Nicholas Bierk

Illuminations

05 December 2418 January 25

Opening reception; Thursday, December 5th, 7-10pm

Softly yet precisely delineated, Nicholas Bierk’s Flower series explores the boundaries of realism and idealism, crafting quietly complex and psychologically resonant paintings. Exhibited at ADZ Gallery in Lisbon as a limited series of five, these compositions challenge traditional genre painting, evoking a subtle yet enduring vibrancy that reinterprets the stillness of nature as an understated assertion of vitality and resilience.

Nicholas Bierk creates works from photographs that accrete into paintings, often years after they are initially captured, and frequently bearing only a sparse resemblance to their origins. This photographic genesis can, however, be subtly traced in the works' contours: some compositions are painted with a deft soft-focus; others with gleaming, pointillist precision. Darkened domestic bric-a-brac, such as cornicing, door frames, and netted tablecloths, is overpowered by the heightened grandeur and sharpness of the blossoms presented.

French poet Arthur Rimbaud’s Illuminations, first published in 1886 and affronting a literary public with its shifting collection of short, symbolist vignettes, was described by the poet himself as “a long, prodigious, and reasoned disordering of all the senses.” While their fragmentary nature recalled the romantic ruin, their imagist potency foreshadowed surrealist preoccupations with the machinations of the inner psyche and modes of transformation and transcendence.

Rimbaud’s Fleurs unfurls through a series of aspatial, opulent associations. Through experiential prose, the text creates a rich montage of material, images, and textures: bronze, agate, mahogany, and satin. Rimbaud’s use of abstract, impossible correlatives untethers flowers from form, creating an opiate of heady, sensory association. The work revels in an otherworldly, transcendent placelessness, set against a backdrop of fin-de-siècle decadence and ennui.

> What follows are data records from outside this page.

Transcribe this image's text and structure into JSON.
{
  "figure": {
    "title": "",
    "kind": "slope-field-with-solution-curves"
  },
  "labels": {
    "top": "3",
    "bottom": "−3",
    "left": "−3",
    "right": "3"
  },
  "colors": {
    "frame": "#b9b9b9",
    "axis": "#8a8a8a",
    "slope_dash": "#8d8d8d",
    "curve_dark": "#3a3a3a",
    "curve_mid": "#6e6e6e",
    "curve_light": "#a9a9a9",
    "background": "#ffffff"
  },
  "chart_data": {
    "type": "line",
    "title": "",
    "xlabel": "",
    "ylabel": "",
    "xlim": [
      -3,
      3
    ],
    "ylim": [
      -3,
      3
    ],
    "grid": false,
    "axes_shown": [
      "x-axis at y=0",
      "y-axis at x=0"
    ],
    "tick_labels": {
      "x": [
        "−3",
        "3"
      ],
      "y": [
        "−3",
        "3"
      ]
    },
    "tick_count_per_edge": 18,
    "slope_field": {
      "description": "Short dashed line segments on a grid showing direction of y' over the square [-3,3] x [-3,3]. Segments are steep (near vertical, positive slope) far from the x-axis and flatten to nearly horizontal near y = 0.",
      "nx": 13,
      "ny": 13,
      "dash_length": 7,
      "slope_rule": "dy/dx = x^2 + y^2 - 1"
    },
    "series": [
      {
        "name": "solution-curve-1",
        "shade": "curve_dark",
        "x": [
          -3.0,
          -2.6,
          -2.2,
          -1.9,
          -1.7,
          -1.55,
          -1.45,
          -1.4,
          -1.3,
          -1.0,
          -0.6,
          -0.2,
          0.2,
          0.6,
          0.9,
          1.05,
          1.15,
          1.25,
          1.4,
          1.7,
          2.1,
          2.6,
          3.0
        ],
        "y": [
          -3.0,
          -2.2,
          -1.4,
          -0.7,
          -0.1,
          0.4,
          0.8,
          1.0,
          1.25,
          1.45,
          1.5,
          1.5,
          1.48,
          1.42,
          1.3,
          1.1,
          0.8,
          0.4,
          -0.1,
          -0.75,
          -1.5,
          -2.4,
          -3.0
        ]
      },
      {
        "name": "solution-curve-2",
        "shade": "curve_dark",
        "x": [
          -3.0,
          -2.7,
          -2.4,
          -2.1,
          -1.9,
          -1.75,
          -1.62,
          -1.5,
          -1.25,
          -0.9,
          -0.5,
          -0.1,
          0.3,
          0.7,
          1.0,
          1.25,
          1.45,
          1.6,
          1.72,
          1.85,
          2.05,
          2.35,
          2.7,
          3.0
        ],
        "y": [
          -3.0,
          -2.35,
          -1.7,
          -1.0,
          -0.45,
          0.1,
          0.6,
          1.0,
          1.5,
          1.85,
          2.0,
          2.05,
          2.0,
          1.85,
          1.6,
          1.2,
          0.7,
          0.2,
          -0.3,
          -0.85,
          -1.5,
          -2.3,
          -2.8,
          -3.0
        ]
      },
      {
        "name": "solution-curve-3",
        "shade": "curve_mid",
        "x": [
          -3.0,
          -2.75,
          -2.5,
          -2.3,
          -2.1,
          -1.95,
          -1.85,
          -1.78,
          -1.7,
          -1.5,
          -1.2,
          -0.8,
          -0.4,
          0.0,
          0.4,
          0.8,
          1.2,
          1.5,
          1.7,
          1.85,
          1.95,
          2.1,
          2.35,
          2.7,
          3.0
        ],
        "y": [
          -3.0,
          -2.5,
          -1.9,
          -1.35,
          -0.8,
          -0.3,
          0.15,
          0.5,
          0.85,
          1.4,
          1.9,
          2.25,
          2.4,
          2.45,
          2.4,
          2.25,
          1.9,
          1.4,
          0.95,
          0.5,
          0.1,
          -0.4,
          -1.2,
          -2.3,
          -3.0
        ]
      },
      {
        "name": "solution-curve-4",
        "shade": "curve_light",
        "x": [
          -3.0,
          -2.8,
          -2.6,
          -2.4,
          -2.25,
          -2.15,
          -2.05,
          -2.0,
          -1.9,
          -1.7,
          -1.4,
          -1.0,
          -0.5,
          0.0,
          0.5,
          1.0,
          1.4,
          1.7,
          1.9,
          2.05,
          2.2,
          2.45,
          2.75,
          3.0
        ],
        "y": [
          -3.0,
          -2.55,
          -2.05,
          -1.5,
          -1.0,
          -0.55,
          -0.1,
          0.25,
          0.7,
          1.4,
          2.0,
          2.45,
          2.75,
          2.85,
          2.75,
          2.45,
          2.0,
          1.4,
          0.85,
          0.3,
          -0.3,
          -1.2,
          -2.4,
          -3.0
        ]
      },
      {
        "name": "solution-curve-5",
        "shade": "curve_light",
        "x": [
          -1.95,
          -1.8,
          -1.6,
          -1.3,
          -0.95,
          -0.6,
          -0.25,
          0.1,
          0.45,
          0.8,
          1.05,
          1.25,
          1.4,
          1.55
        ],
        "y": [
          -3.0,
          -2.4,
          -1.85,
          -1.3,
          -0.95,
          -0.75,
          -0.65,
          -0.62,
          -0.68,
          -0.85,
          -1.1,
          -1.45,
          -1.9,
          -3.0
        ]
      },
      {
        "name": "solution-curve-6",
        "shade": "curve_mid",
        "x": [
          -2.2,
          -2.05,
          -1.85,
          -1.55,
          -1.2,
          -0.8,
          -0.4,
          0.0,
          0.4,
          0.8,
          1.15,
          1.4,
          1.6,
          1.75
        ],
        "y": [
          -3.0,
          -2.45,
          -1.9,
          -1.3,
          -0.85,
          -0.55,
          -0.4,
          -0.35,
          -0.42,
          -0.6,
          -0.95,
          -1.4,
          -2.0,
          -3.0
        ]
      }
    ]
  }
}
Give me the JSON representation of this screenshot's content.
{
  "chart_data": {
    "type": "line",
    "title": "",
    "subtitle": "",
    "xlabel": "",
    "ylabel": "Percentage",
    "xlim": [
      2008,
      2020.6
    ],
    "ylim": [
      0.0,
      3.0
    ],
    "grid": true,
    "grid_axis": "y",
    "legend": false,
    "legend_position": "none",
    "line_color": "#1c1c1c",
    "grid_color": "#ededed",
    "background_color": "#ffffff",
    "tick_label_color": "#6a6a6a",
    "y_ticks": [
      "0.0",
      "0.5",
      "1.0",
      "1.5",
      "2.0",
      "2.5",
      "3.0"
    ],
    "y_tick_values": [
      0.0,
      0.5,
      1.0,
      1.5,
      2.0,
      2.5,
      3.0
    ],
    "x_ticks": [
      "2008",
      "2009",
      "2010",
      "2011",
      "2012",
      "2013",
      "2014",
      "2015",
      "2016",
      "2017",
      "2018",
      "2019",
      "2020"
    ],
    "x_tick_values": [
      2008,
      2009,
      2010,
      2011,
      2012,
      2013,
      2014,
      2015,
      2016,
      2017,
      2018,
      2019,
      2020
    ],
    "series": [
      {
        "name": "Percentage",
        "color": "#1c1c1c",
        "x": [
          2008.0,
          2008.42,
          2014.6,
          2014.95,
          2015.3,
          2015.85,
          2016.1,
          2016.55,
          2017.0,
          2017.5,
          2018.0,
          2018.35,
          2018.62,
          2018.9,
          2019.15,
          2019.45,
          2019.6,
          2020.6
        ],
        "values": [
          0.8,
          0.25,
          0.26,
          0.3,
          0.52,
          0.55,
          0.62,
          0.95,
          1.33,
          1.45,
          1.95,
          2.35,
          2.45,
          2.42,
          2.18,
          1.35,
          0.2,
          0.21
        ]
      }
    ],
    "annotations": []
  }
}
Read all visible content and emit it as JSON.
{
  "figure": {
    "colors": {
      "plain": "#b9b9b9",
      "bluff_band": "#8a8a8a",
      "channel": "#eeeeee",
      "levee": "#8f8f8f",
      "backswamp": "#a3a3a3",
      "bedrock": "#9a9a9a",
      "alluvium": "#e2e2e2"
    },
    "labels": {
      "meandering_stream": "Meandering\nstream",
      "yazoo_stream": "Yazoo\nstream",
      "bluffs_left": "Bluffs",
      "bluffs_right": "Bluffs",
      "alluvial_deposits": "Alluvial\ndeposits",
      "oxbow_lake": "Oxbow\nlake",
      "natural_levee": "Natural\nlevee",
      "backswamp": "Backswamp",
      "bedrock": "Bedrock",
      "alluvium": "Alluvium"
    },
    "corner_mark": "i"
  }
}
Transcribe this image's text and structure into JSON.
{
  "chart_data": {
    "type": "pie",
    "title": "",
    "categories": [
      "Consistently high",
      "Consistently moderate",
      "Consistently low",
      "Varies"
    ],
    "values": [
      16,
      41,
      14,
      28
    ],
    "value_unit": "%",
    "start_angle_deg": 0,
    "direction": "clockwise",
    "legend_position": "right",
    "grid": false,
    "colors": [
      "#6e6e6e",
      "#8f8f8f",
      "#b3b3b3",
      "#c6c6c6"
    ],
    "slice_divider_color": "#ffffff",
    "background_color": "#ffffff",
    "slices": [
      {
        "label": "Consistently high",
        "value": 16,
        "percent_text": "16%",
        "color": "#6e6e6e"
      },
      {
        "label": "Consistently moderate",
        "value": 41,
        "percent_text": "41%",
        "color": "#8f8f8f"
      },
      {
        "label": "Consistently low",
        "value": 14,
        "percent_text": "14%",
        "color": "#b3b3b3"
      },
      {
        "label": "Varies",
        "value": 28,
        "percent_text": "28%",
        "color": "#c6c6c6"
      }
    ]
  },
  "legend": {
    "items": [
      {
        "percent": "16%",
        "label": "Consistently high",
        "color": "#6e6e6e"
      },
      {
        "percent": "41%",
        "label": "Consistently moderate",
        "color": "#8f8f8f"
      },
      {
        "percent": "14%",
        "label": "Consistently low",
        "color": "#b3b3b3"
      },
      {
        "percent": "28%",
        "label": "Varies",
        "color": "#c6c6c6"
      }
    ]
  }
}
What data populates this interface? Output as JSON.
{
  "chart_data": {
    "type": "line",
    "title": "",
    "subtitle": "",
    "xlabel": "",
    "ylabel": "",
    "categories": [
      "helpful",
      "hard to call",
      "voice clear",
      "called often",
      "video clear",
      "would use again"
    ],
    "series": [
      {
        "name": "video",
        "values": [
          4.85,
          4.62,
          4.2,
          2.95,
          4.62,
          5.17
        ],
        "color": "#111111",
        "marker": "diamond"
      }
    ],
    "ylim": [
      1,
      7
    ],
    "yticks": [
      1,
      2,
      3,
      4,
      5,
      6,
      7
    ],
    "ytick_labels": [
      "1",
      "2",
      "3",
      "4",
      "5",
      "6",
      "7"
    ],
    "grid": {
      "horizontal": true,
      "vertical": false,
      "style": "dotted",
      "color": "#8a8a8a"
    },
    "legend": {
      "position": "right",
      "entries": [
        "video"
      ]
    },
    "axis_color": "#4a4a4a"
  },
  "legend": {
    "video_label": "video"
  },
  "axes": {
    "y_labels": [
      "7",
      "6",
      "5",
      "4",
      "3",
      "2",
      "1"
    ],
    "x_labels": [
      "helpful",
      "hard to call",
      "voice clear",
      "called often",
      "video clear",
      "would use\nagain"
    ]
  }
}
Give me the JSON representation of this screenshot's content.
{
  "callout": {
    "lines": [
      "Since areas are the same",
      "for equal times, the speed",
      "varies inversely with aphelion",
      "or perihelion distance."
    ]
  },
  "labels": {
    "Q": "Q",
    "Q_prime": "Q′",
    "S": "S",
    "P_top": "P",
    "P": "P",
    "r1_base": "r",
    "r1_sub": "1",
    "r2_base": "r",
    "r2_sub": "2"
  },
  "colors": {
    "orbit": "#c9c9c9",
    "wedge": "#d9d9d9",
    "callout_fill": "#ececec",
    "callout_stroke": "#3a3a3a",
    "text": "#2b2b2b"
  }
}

From medieval Memento Mori to 17th-century Dutch Vanitas paintings, flowers have long provided poets, painters, and thinkers with potent symbolic material, often recalling the fleeting nature of life and the futility of earthly pleasures. Since time immemorial, floral still lifes have acted as touchstones for allegorical modes, their use of staging creating strange temporalities that allude to transience, transformation, and decay.

Viewed in the context of Rimbaud’s Fleurs, Nicholas Bierk’s works reflect, transform, and quietly subvert this allegorical mode. A latent eschatological ennui is overcome by images of opulence: glittering silver vases, fulsome rosy buds, and exquisitely lit, undulating petals create a central tension between decadence and mortality. In one work, buttery dandelions, chrysanthemums, and rosemary spring from a burnished silver goblet, glinting in candlelight. In another, pining tulips are consumed by darkness, their implied majesty muted by shadow.

Working across a spectrum of obscurity and luminescence, Bierk’s reconciliation of the barren and the opulent, the domestic and the decadent, conviction and longing, attests to beauty prevailing even in darkness.